---- DATA

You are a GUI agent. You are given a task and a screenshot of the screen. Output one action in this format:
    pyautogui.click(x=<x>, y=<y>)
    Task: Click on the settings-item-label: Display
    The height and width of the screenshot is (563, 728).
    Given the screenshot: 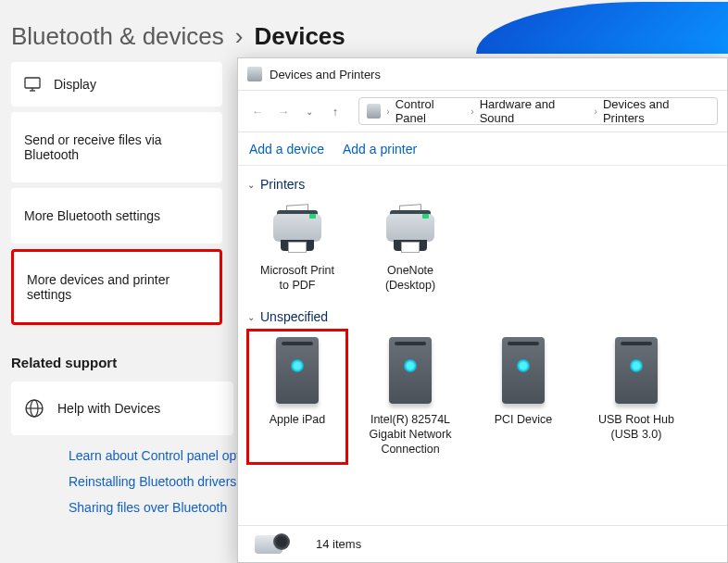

--------

__EXERCISE__: Should the entries hold any pictures, please omit those and print the remaining text exactly.

__YOUR RESPONSE__:
You are a GUI agent. You are given a task and a screenshot of the screen. Output one action in this format:
    pyautogui.click(x=<x>, y=<y>)
    Task: Click on the settings-item-label: Display
    The height and width of the screenshot is (563, 728).
    Given the screenshot: 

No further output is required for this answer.